Leading open source vendor Red Hat said it will buy certain security-related assets of Netscape Security Solutions from America Online in a deal worth US$25 million.

Red Hat said it will integrate the products it is buying, including the Netscape Directory Server and Netscape Certificate Management System, into its own enterprise offerings within the next six to 12 months.

Raleigh, North Carolina-based Red Hat said the products would increase the security of its server products and make them easier for enterprises to manage.

Paul Cormier, executive vice president of engineering at Red Hat said the new tools “will enable the integration of the desktop with a networkwide set of computing services that up until now had only been available from a small set of proprietary vendors.”

Strategic Value

In a statement, Red Hat CEO Matthew Szulik said the assets have “tremendous longterm strategic value for the open source industry” and his company. “The technologies will provide a secure switchboard with certificates for all traffic in the open source architecture,” he added.

The Directory Server is aimed at easing management of a network by centralizing application settings, user profiles, group data, policies and access control information into a single registry, where access, and security, can be tightly controlled. The certificate management system is a high-level approach to authenticate user identity and controlling access to information.

The acquisition was announced a day after Red Hat unveiled the latest version of its Open Source Architecture, a framework for building additional tools onto — and generating additional revenue from — its Enterprise Linux platform.
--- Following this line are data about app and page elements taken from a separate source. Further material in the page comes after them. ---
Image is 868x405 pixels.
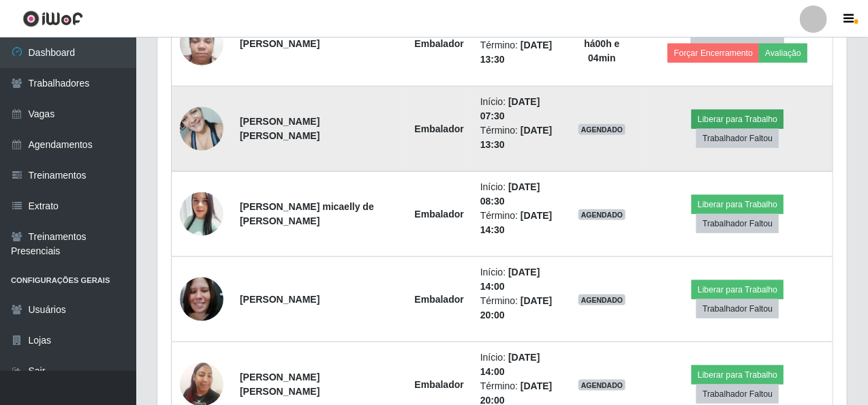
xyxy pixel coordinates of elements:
[480,352,540,377] time: [DATE] 14:00
[696,129,779,148] button: Trabalhador Faltou
[480,209,553,237] li: Término:
[480,267,540,292] time: [DATE] 14:00
[22,10,83,27] img: CoreUI Logo
[180,14,223,72] img: 1678404349838.jpeg
[578,209,626,220] span: AGENDADO
[480,181,540,207] time: [DATE] 08:30
[578,124,626,135] span: AGENDADO
[180,270,223,328] img: 1740227946372.jpeg
[692,280,784,299] button: Liberar para Trabalho
[480,265,553,294] li: Início:
[480,350,553,379] li: Início:
[240,201,374,226] strong: [PERSON_NAME] micaelly de [PERSON_NAME]
[578,295,626,305] span: AGENDADO
[692,365,784,385] button: Liberar para Trabalho
[692,110,784,129] button: Liberar para Trabalho
[696,385,779,404] button: Trabalhador Faltou
[480,123,553,152] li: Término:
[240,294,320,305] strong: [PERSON_NAME]
[480,38,553,67] li: Término:
[415,379,464,390] strong: Embalador
[240,38,320,49] strong: [PERSON_NAME]
[415,209,464,220] strong: Embalador
[415,123,464,134] strong: Embalador
[480,294,553,322] li: Término:
[578,380,626,391] span: AGENDADO
[696,299,779,318] button: Trabalhador Faltou
[180,188,223,240] img: 1748729241814.jpeg
[240,372,320,397] strong: [PERSON_NAME] [PERSON_NAME]
[480,96,540,121] time: [DATE] 07:30
[668,44,759,63] button: Forçar Encerramento
[240,116,320,141] strong: [PERSON_NAME] [PERSON_NAME]
[415,294,464,305] strong: Embalador
[696,214,779,233] button: Trabalhador Faltou
[692,195,784,214] button: Liberar para Trabalho
[180,100,223,158] img: 1714959691742.jpeg
[759,44,807,63] button: Avaliação
[480,180,553,209] li: Início:
[585,38,620,63] strong: há 00 h e 04 min
[415,38,464,49] strong: Embalador
[480,95,553,123] li: Início:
Application development and tools to manage computing power are also part of the long-range vision.

Analysts said the beefed up offering will crank up the competition among Red Hat and other companies that offer a full range of enterprise tools, such as Sun Microsystems.

Competitive Advantage

Gartner analyst George Weiss said the acquisition and the overall push to expand its architecture are also designed to help Red Hat compete against Novell, which purchased SuSE Linux and is now a formidable challenger.

“An enterprise is going to buy Linux from a vendor that can supply everything they need,” Weiss said. “Red Hat has laid out a map for going in that direction, which is a good first step.”
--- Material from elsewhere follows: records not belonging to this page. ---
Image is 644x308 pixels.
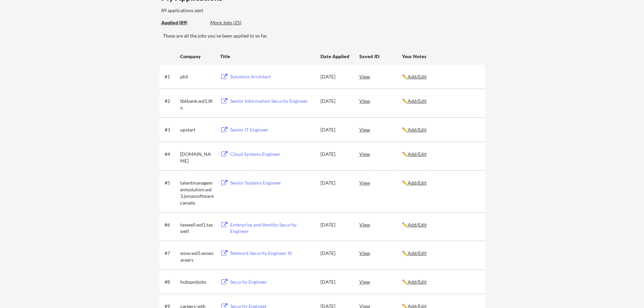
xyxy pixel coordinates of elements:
[320,180,350,186] div: [DATE]
[180,180,214,206] div: talentmanagementsolution.wd3.jonassoftwarecanada
[359,219,402,231] div: View
[408,127,427,133] u: Add/Edit
[402,126,479,134] div: ✏️
[359,70,402,83] div: View
[164,279,178,286] div: #8
[180,279,214,286] div: hubspotjobs
[402,151,479,157] div: ✏️
[359,176,402,189] div: View
[231,98,314,104] div: Senior Information Security Engineer
[320,53,350,60] div: Date Applied
[231,151,314,157] div: Cloud Systems Engineer
[359,50,402,62] div: Saved JD
[180,250,214,263] div: wow.wd5.wowcareers
[408,222,427,227] u: Add/Edit
[402,221,479,228] div: ✏️
[163,32,485,39] div: These are all the jobs you've been applied to so far.
[408,98,427,104] u: Add/Edit
[161,19,205,26] div: These are all the jobs you've been applied to so far.
[402,250,479,256] div: ✏️
[359,276,402,288] div: View
[359,95,402,107] div: View
[231,73,314,80] div: Solutions Architect
[402,73,479,80] div: ✏️
[320,250,350,256] div: [DATE]
[161,19,205,26] div: Applied (89)
[164,73,178,80] div: #1
[180,221,214,235] div: taxwell.wd1.taxwell
[402,53,479,60] div: Your Notes
[220,53,314,60] div: Title
[359,247,402,259] div: View
[408,180,427,186] u: Add/Edit
[164,221,178,228] div: #6
[320,126,350,134] div: [DATE]
[320,73,350,80] div: [DATE]
[359,148,402,160] div: View
[231,221,314,235] div: Enterprise and Identity Security Engineer
[320,151,350,157] div: [DATE]
[231,250,314,256] div: Network Security Engineer III
[320,279,350,286] div: [DATE]
[402,279,479,286] div: ✏️
[210,19,260,26] div: These are job applications we think you'd be a good fit for, but couldn't apply you to automatica...
[164,126,178,134] div: #3
[231,279,314,286] div: Security Engineer
[320,221,350,228] div: [DATE]
[231,180,314,186] div: Senior Systems Engineer
[180,151,214,164] div: [DOMAIN_NAME]
[408,74,427,79] u: Add/Edit
[180,53,214,60] div: Company
[180,98,214,111] div: tbkbank.wd1.tfin
[164,151,178,157] div: #4
[359,124,402,135] div: View
[210,19,260,26] div: More Jobs (25)
[408,250,427,256] u: Add/Edit
[402,180,479,186] div: ✏️
[164,250,178,256] div: #7
[408,151,427,157] u: Add/Edit
[164,98,178,104] div: #2
[180,126,214,134] div: upstart
[180,73,214,80] div: phil
[231,126,314,134] div: Senior IT Engineer
[164,180,178,186] div: #5
[408,279,427,285] u: Add/Edit
[161,7,292,14] div: 89 applications sent
[402,98,479,104] div: ✏️
[320,98,350,104] div: [DATE]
Doing so should ensure Red Hat a chance to enjoy the projected double-digit growth of enterprise Linux use in coming years, he added.
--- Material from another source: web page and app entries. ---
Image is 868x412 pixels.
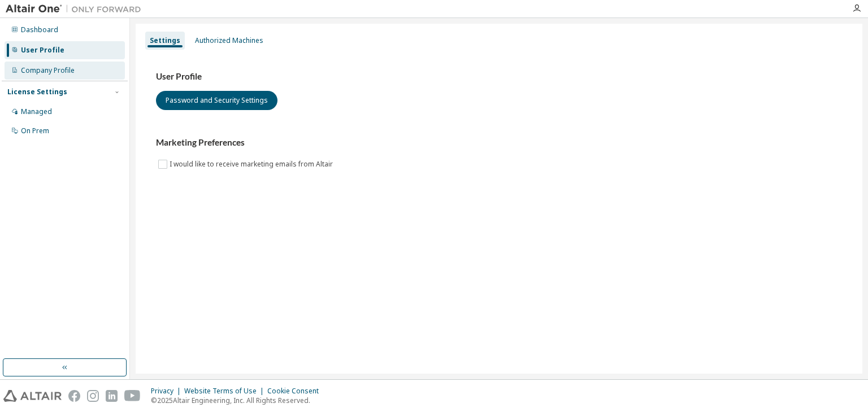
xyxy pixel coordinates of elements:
img: Altair One [5,3,147,15]
div: Privacy [151,387,184,396]
img: youtube.svg [124,390,141,402]
div: Company Profile [21,66,74,75]
img: facebook.svg [68,390,81,402]
div: User Profile [21,46,64,55]
h3: User Profile [156,71,842,82]
div: Managed [21,107,52,116]
label: I would like to receive marketing emails from Altair [170,158,335,171]
h3: Marketing Preferences [156,138,842,149]
div: Dashboard [21,26,58,34]
div: On Prem [21,127,49,135]
p: © 2025 Altair Engineering, Inc. All Rights Reserved. [151,396,326,406]
div: Website Terms of Use [184,387,268,396]
div: Authorized Machines [195,36,264,45]
img: linkedin.svg [106,390,117,402]
div: Settings [149,36,180,45]
img: altair_logo.svg [3,390,62,402]
div: Cookie Consent [268,387,326,396]
div: License Settings [7,88,67,97]
button: Password and Security Settings [156,91,278,110]
img: instagram.svg [87,390,99,402]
The move represents the latest divestiture of Netscape, once a prized possession for AOL, which it bought late in 1998 in a deal said to be worth more than $4 billion at the time. However, the backing of AOL was not enough to keep Netscape from being trampled by Microsoft in the browser wars.

America Online has tried various approaches to leveraging the Netscape brand, first using it as the centerpiece of a small-business marketplace and most recently launching a low-cost Internet access option under the browser’s name.

Last summer, in a move critics said showed AOL’s waning interest in Netscape, the Mozilla open-source browser development unit was spun off to stand on its own as an open source project.